Joanne Mariner, terrorism and counterterrorism director

(New York) – The US government is wrong to not criminally prosecute CIA officials who destroyed evidence of torture, Human Rights Watch said today. The televised statements of former President George W. Bush acknowledging his personal responsibility for ordering torture demonstrate the need for the Obama administration to pursue prosecutions of senior US officials responsible for planning and authorizing the torture and ill-treatment of detainees, Human Rights Watch said.

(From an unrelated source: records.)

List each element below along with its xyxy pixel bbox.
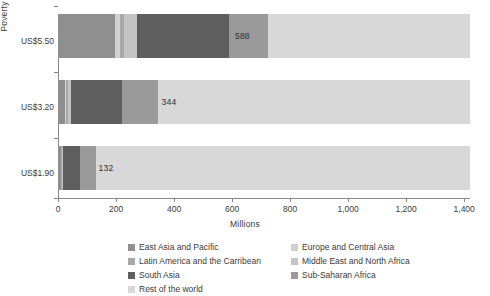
legend-column-1: East Asia and PacificLatin America and t…	[128, 241, 261, 296]
legend-item-label: South Asia	[139, 271, 180, 280]
legend-item-label: Sub-Saharan Africa	[302, 271, 376, 280]
bar-segment[interactable]	[58, 14, 115, 58]
bar-segment[interactable]	[124, 14, 137, 58]
chart-legend: East Asia and PacificLatin America and t…	[128, 241, 490, 296]
legend-item[interactable]: Europe and Central Asia	[291, 241, 410, 254]
legend-swatch-icon	[128, 286, 135, 293]
x-axis-tick-label: 200	[96, 204, 136, 214]
bar-segment[interactable]	[63, 146, 80, 190]
x-axis-title: Millions	[0, 219, 490, 229]
y-axis-tick	[54, 6, 58, 7]
x-axis-tick	[290, 198, 291, 202]
x-axis-tick	[406, 198, 407, 202]
x-axis-tick	[116, 198, 117, 202]
legend-item[interactable]: Middle East and North Africa	[291, 255, 410, 268]
x-axis-tick-label: 1,000	[328, 204, 368, 214]
legend-swatch-icon	[128, 244, 135, 251]
x-axis-tick	[174, 198, 175, 202]
legend-swatch-icon	[291, 272, 298, 279]
stacked-bar[interactable]	[58, 80, 470, 124]
stacked-bar[interactable]	[58, 146, 470, 190]
legend-column-2: Europe and Central AsiaMiddle East and N…	[291, 241, 410, 283]
x-axis-tick-label: 0	[38, 204, 78, 214]
x-axis-tick-label: 800	[270, 204, 310, 214]
y-axis-tick	[54, 138, 58, 139]
bar-segment[interactable]	[268, 14, 470, 58]
bar-segment[interactable]	[122, 80, 158, 124]
bar-value-label: 588	[235, 31, 250, 41]
x-axis-tick-label: 600	[212, 204, 252, 214]
x-axis-tick	[232, 198, 233, 202]
legend-item[interactable]: East Asia and Pacific	[128, 241, 261, 254]
bar-segment[interactable]	[71, 80, 122, 124]
x-axis-tick-label: 1,400	[444, 204, 484, 214]
legend-item-label: Europe and Central Asia	[302, 243, 394, 252]
legend-swatch-icon	[128, 258, 135, 265]
legend-item[interactable]: Latin America and the Carribean	[128, 255, 261, 268]
legend-item[interactable]: South Asia	[128, 269, 261, 282]
x-axis-tick	[348, 198, 349, 202]
legend-item-label: East Asia and Pacific	[139, 243, 218, 252]
legend-swatch-icon	[291, 244, 298, 251]
bar-row: 344	[0, 80, 490, 124]
x-axis-tick	[464, 198, 465, 202]
x-axis-line	[58, 198, 470, 199]
x-axis-tick-label: 400	[154, 204, 194, 214]
y-axis-tick	[54, 72, 58, 73]
legend-item-label: Middle East and North Africa	[302, 257, 410, 266]
legend-item[interactable]: Rest of the world	[128, 283, 261, 296]
legend-item[interactable]: Sub-Saharan Africa	[291, 269, 410, 282]
x-axis-tick	[58, 198, 59, 202]
stacked-bar[interactable]	[58, 14, 470, 58]
legend-swatch-icon	[128, 272, 135, 279]
legend-item-label: Latin America and the Carribean	[139, 257, 261, 266]
bar-segment[interactable]	[58, 80, 65, 124]
bar-row: 588	[0, 14, 490, 58]
legend-swatch-icon	[291, 258, 298, 265]
poverty-stacked-bar-chart: Poverty lines US$5.50US$3.20US$1.90 5883…	[0, 0, 490, 296]
bar-value-label: 132	[99, 163, 114, 173]
bar-segment[interactable]	[158, 80, 470, 124]
bar-row: 132	[0, 146, 490, 190]
bar-segment[interactable]	[80, 146, 96, 190]
bar-segment[interactable]	[137, 14, 229, 58]
legend-item-label: Rest of the world	[139, 285, 203, 294]
bar-segment[interactable]	[96, 146, 470, 190]
x-axis-tick-label: 1,200	[386, 204, 426, 214]
bar-value-label: 344	[162, 97, 177, 107]
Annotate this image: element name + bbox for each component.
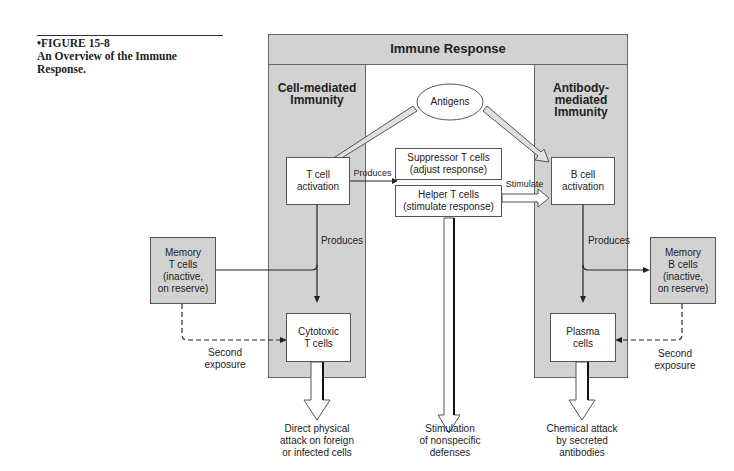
suppressor-t-cells-box: Suppressor T cells (adjust response): [395, 148, 502, 180]
b-cell-activation-box: B cell activation: [551, 157, 615, 205]
cytotoxic-t-cells-box: Cytotoxic T cells: [286, 313, 351, 362]
produces-label-right: Produces: [585, 235, 633, 247]
produces-label-left: Produces: [318, 235, 366, 247]
outcome-nonspecific-defenses: Stimulation of nonspecific defenses: [405, 423, 495, 459]
second-exposure-right: Second exposure: [645, 348, 705, 372]
outcome-chemical-attack: Chemical attack by secreted antibodies: [537, 423, 627, 459]
second-exposure-left: Second exposure: [195, 347, 255, 371]
t-cell-activation-box: T cell activation: [286, 157, 350, 205]
outcome-direct-physical-attack: Direct physical attack on foreign or inf…: [272, 423, 362, 459]
produces-label-suppressor: Produces: [350, 167, 395, 179]
antigens-node: Antigens: [417, 96, 483, 108]
memory-b-cells-box: Memory B cells (inactive, on reserve): [650, 237, 716, 304]
plasma-cells-box: Plasma cells: [550, 313, 616, 362]
helper-t-cells-box: Helper T cells (stimulate response): [395, 185, 502, 217]
stimulate-label: Stimulate: [502, 178, 547, 190]
memory-t-cells-box: Memory T cells (inactive, on reserve): [150, 237, 216, 304]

Acting US Attorney John Durham, who is also in charge of an ongoing investigation into improper interrogations of detainees, announced today that he would not pursue criminal charges for the destruction of CIA videotapes showing interrogations of terrorism suspects. “It is beyond shocking that a former US president can publicly claim responsibility for torture and the next day the US government can say it will not pursue charges for destroying evidence of that torture,” said Joanne Mariner, Terrorism and Counterterrorism Program director at Human Rights Watch. “It sends the ugly message that there are no legal consequences in the United States for committing the most heinous of international crimes.”